MONTREAL—Aerospace supplier Aerolia has leased a 7,300-square-meter building here to make fuselage assemblies for Bombardier business jets. The facility is expected to create 150 jobs.
ASHEVILLE, NC—GE Aviation will break ground this year for a new factory here to make components for jet engines. The factory could employ more than 340 people within five years.
WASHINGTON—U.S. worker productivity grew a modest 0.5 percent rate from January through March after having declined in the previous quarter. Weak productivity growth could boost hiring if consumers and businesses spend more.
MILWAUKEE—U.S. employers reported a boost in confidence as the percent of employers planning to add staff, 22 percent, has reached a four-year high, according to the latest Manpower Employment Outlook Survey.
WASHINGTON—For 2013 as a whole, manufacturing production should increase 3.1 percent from 2012, according to the Manufacturing Alliance for Productivity and Innovation. Manufacturing is predicted to grow 3.6 percent in 2014, 0.8 percentage points faster than the overall economy.
ANDREWS, SC—Aerospace supplier Davis Aircraft Products expects to hire 100 people to work at its new $5.5 million assembly plant here when it opens next spring.
NORTH CHARLESTON, SC—Boeing is looking for a site to build a second assembly plant in South Carolina within 20 miles of the company’s existing factory here.
Gulfstream Aerospace Corp. is a major player in the global business-aviation market due to its well-respected G series of aircraft (G150, G200, G450, G550 and G650). So it’s no surprise that the company operates manufacturing and mainte-nance facilities around the world, including several in the United States and one each in London and Mexico.
Twenty years ago, the U.S. Department of Defense (DOD) created the Joint Advance Strike Technology (JAST) program. The goal of JAST was to develop aircraft, weapons and sensor technology that would replace disparate United States and United Kingdom aircraft with a single family of aircraft.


• _WHAT IS BEING ASKED_: Output the records precisely as they stand. Pictures are to be skipped.

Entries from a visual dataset
►
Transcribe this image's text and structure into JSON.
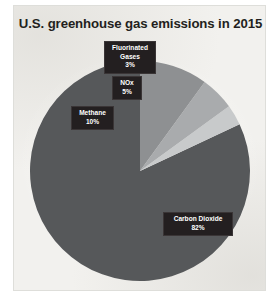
{
  "chart_data": {
    "type": "pie",
    "title": "U.S. greenhouse gas emissions in 2015",
    "xlabel": "",
    "ylabel": "",
    "legend": "none",
    "grid": false,
    "start_angle_deg": 90,
    "direction": "counterclockwise",
    "categories": [
      "Carbon Dioxide",
      "Fluorinated Gases",
      "NOx",
      "Methane"
    ],
    "values": [
      82,
      3,
      5,
      10
    ],
    "unit": "%",
    "slices": [
      {
        "label": "Carbon Dioxide",
        "value": 82,
        "value_text": "82%",
        "color": "#56585a"
      },
      {
        "label": "Fluorinated Gases",
        "value": 3,
        "value_text": "3%",
        "color": "#c8cacb"
      },
      {
        "label": "NOx",
        "value": 5,
        "value_text": "5%",
        "color": "#a9abad"
      },
      {
        "label": "Methane",
        "value": 10,
        "value_text": "10%",
        "color": "#8e9092"
      }
    ],
    "annotations": [
      {
        "label": "Fluorinated Gases",
        "line1": "Fluorinated",
        "line2": "Gases",
        "value_text": "3%"
      },
      {
        "label": "NOx",
        "line1": "NOx",
        "value_text": "5%"
      },
      {
        "label": "Methane",
        "line1": "Methane",
        "value_text": "10%"
      },
      {
        "label": "Carbon Dioxide",
        "line1": "Carbon Dioxide",
        "value_text": "82%"
      }
    ]
  },
  "colors": {
    "paper": "#f2f1ee",
    "paper_border": "#dededa",
    "title_text": "#231f20",
    "callout_background": "#231f20",
    "callout_text": "#ffffff",
    "carbon_dioxide": "#56585a",
    "methane": "#8e9092",
    "nox": "#a9abad",
    "fluorinated_gases": "#c8cacb"
  }
}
◄
• _RESULT OF THE TASK_:
Transcribe this image's text and structure into JSON.
{
  "chart_data": {
    "type": "pie",
    "title": "U.S. greenhouse gas emissions in 2015",
    "xlabel": "",
    "ylabel": "",
    "legend": "none",
    "grid": false,
    "start_angle_deg": 90,
    "direction": "counterclockwise",
    "categories": [
      "Carbon Dioxide",
      "Fluorinated Gases",
      "NOx",
      "Methane"
    ],
    "values": [
      82,
      3,
      5,
      10
    ],
    "unit": "%",
    "slices": [
      {
        "label": "Carbon Dioxide",
        "value": 82,
        "value_text": "82%",
        "color": "#56585a"
      },
      {
        "label": "Fluorinated Gases",
        "value": 3,
        "value_text": "3%",
        "color": "#c8cacb"
      },
      {
        "label": "NOx",
        "value": 5,
        "value_text": "5%",
        "color": "#a9abad"
      },
      {
        "label": "Methane",
        "value": 10,
        "value_text": "10%",
        "color": "#8e9092"
      }
    ],
    "annotations": [
      {
        "label": "Fluorinated Gases",
        "line1": "Fluorinated",
        "line2": "Gases",
        "value_text": "3%"
      },
      {
        "label": "NOx",
        "line1": "NOx",
        "value_text": "5%"
      },
      {
        "label": "Methane",
        "line1": "Methane",
        "value_text": "10%"
      },
      {
        "label": "Carbon Dioxide",
        "line1": "Carbon Dioxide",
        "value_text": "82%"
      }
    ]
  },
  "colors": {
    "paper": "#f2f1ee",
    "paper_border": "#dededa",
    "title_text": "#231f20",
    "callout_background": "#231f20",
    "callout_text": "#ffffff",
    "carbon_dioxide": "#56585a",
    "methane": "#8e9092",
    "nox": "#a9abad",
    "fluorinated_gases": "#c8cacb"
  }
}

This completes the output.